• _Provided data_:
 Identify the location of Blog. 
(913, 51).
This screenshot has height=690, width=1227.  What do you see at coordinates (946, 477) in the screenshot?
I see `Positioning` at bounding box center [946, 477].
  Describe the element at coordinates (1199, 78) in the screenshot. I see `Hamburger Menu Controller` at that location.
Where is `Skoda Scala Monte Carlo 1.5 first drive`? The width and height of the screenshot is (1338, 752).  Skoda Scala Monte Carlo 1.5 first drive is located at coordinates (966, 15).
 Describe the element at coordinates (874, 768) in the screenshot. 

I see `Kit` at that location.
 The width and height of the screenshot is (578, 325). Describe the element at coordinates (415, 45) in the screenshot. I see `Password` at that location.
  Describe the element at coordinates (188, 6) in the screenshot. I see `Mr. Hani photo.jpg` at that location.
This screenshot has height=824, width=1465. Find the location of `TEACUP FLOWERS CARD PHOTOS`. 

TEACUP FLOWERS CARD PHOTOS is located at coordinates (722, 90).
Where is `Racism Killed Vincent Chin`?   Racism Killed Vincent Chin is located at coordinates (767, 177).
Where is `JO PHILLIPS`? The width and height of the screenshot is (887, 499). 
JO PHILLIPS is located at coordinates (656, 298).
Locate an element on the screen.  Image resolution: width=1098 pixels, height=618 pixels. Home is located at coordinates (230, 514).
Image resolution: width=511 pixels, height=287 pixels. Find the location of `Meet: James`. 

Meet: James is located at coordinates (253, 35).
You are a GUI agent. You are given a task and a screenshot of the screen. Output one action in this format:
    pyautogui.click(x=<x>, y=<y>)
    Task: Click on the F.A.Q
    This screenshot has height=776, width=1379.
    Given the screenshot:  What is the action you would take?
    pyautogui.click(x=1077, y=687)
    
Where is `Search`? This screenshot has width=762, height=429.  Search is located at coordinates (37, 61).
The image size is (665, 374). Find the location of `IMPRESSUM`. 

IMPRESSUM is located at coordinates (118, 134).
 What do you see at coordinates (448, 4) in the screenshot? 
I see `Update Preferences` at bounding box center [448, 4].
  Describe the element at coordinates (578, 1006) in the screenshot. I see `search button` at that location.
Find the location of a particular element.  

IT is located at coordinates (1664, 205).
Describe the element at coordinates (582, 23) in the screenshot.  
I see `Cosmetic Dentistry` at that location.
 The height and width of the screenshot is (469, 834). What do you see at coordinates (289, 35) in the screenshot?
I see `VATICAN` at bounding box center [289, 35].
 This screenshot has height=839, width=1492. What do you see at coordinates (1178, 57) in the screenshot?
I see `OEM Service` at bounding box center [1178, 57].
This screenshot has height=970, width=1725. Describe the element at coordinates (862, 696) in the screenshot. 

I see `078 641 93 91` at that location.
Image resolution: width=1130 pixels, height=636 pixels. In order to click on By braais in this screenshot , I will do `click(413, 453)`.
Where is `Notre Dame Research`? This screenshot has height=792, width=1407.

• _What the task asks_: Give back, unchanged, the line that holds "What do you see at coordinates (448, 4)" along with all lines after it through the last line above.

• _Task output_:
 What do you see at coordinates (448, 4) in the screenshot? 
I see `Update Preferences` at bounding box center [448, 4].
  Describe the element at coordinates (578, 1006) in the screenshot. I see `search button` at that location.
Find the location of a particular element.  

IT is located at coordinates (1664, 205).
Describe the element at coordinates (582, 23) in the screenshot.  
I see `Cosmetic Dentistry` at that location.
 The height and width of the screenshot is (469, 834). What do you see at coordinates (289, 35) in the screenshot?
I see `VATICAN` at bounding box center [289, 35].
 This screenshot has height=839, width=1492. What do you see at coordinates (1178, 57) in the screenshot?
I see `OEM Service` at bounding box center [1178, 57].
This screenshot has height=970, width=1725. Describe the element at coordinates (862, 696) in the screenshot. 

I see `078 641 93 91` at that location.
Image resolution: width=1130 pixels, height=636 pixels. In order to click on By braais in this screenshot , I will do `click(413, 453)`.
Where is `Notre Dame Research`? This screenshot has height=792, width=1407.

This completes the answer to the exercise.